Phonics Phases

There are six overlapping phonics phases and children are carefully matched to the phase they need.  The information below, adapted from the Letters and Sounds Guidance for Practitioners and Teachers, details what happens in each stage and when it is typically taught.

 

Phase 1 – Nursery / Reception

Activities are divided into seven aspects, including environmental sounds, instrumental sounds, body sounds, rhythm and rhyme, alliteration, voice sounds and finally oral blending and segmenting.

 

Phase 2 – Reception

Learning 19 letters of the alphabet and one sound for each. Blending sounds together to make words. Segmenting words into their separate sounds. Beginning to read simple captions.

 

Phonemes Taught

  • Set 1: s, a, t, p
  • Set 2: i, n, m, d
  • Set 3: g, o, c, k
  • Set 4: ck, e, u, r
  • Set 5: h, b, f, ff, l, ll, ss

 

Phase 3 – Reception

The remaining 7 letters of the alphabet, one sound for each. Graphemes such as ch, oo, th representing the remaining phonemes not covered by single letters. Reading captions, sentences and questions. “Tricky Words” are introduced – words that cannot be decoded using phonic knowledge so must be learnt by heart.  On completion of this phase, children will have learnt the "simple code", i.e. one grapheme for each phoneme in the English language.

 

Phonemes Taught

  • Set 6: j, v, w, x
  • Set 7: y, z, zz, qu
  • Consonant digraphs: ch, sh, th, ng
  • Vowel digraphs: ai, ee, igh, oa, oo, ar, or, ur, ow, oi, ear, air, ure, er

 

Tricky Words

  • he
  • she
  • we
  • me
  • be
  • was
  • you
  • they
  • all
  • are
  • my
  • her

 

Phase 4 – Reception / Year 1

No new grapheme-phoneme correspondences are taught in this phase.
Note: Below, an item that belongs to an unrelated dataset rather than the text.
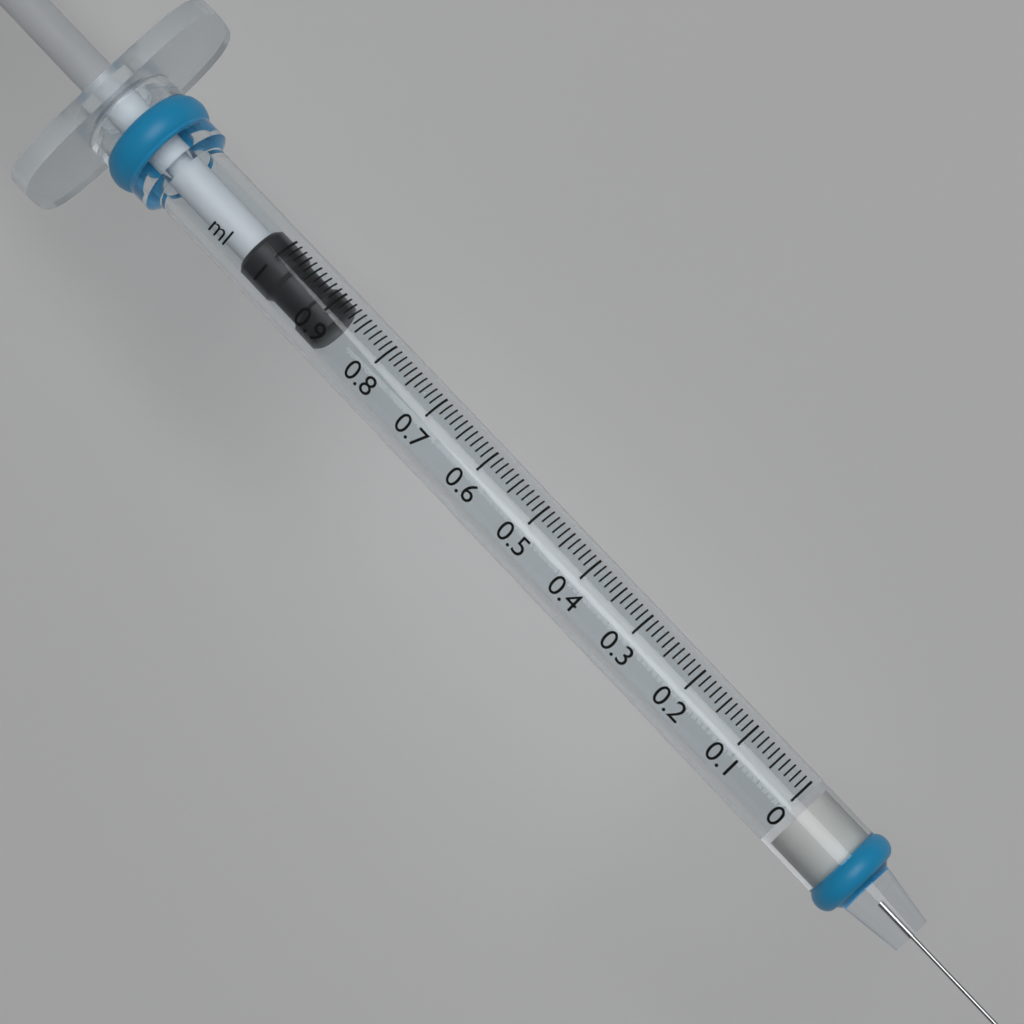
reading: 0.88 ml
Children learn to blend and segment longer words with adjacent consonants, e.g. swim, clap, jump.

 

Tricky Words

  • said
  • have
  • like
  • so
  • do
  • some
  • come
  • were
  • there
  • little
  • one
  • when
  • out
  • what

 

Phase 5 – Year 1

Now we move on to the "complex code". Children learn more graphemes for the phonemes which they already know, plus different ways of pronouncing the graphemes they already know.

 

Tricky Words

  • oh
  • their
  • people
  • Mr
  • Mrs
  • looked
  • called
  • asked
  • could

 

Phase 6 – Year 2

Children are taught about past tense. They learn to spell polysyllabic words, how to use suffixes, proof read their work and to use/spell contractions. They also learn lots of spelling strategies.